The government's "alternative" to locking up children

Submitted by Matthew on 19 August, 2010 - 2:49 Author: Daniel Randall

In a show of acquiescence to the “liberal” spirit of their junior coalition partners, the Tories agreed to end the detention of immigrant children in prison-like centres such as Yarl's Wood.

But given that they have no intention of ending the racist immigration policies which see hundreds of desperate asylum seekers snatched from their homes and expelled from the country, they were confronted with a problem: how to maintain their deportation-happy policies now that they can't just cart kids off to jail while they fill the plane with fuel?

A leaked briefing paper on “Alternatives to Detention for Asylum Seeking Families Subject to Removal” gives us an insight. The “idealised process”, to be piloted in north-west England, involves informing families that they will be deported (or “removed”, as the policy wonks euphemistically have it) “at some point in the next two weeks” if they refuse to leave the UK voluntarily. According to the briefing, “it is still undecided […] whether a specific date and time [for “removal”] will be given, or a longer period of a couple of days, in which they will have to remain in the property ready.”

If the government's aim was to develop a policy that maintains all the demeaning and brutal authoritarianism of detention without involving an actual detention centre, then they may accomplish it with this scheme.

The “idealised process” leaves families due for deportation in a state of desperate, terrified flux in which any night's sleep could be interrupted by a gang of immigration cops at the door, ready to “remove the family from the property” so that they can be “taken to the airport to board the plane.” And, if the government eventually decides that it will provide specific dates for “removal” (rather than “at some point in the next two weeks”), then the family is expected to “remain in the property ready” until that point – in other words, house arrest. In other words, detention.

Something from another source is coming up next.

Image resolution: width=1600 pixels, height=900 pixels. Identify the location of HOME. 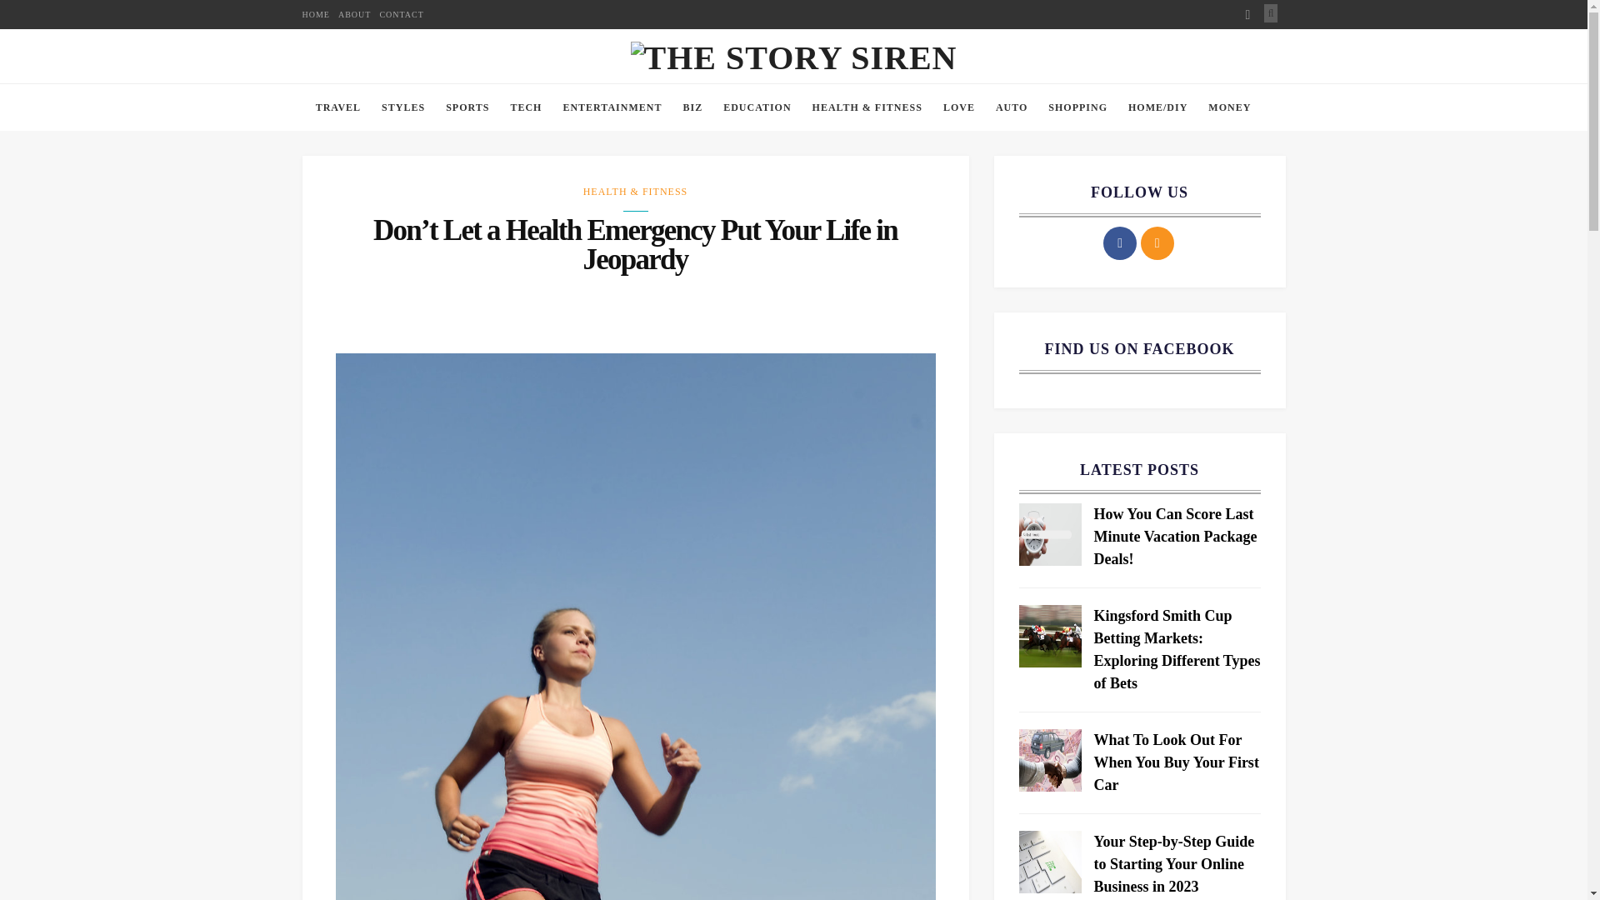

Is this policy “better” than the previous approach of industrialised incarceration of immigrants? The racist fundamentals remain the same.

The briefing warns that “lobbying from voluntary groups […] is common and can also be expected.”

We need to ensure that this policy is fought not only on the basis of case-by-case lobbying to save individuals from deportation, but through a concerted trade-union campaign that asserts the right of workers to have the same freedom of movement across borders that capital does.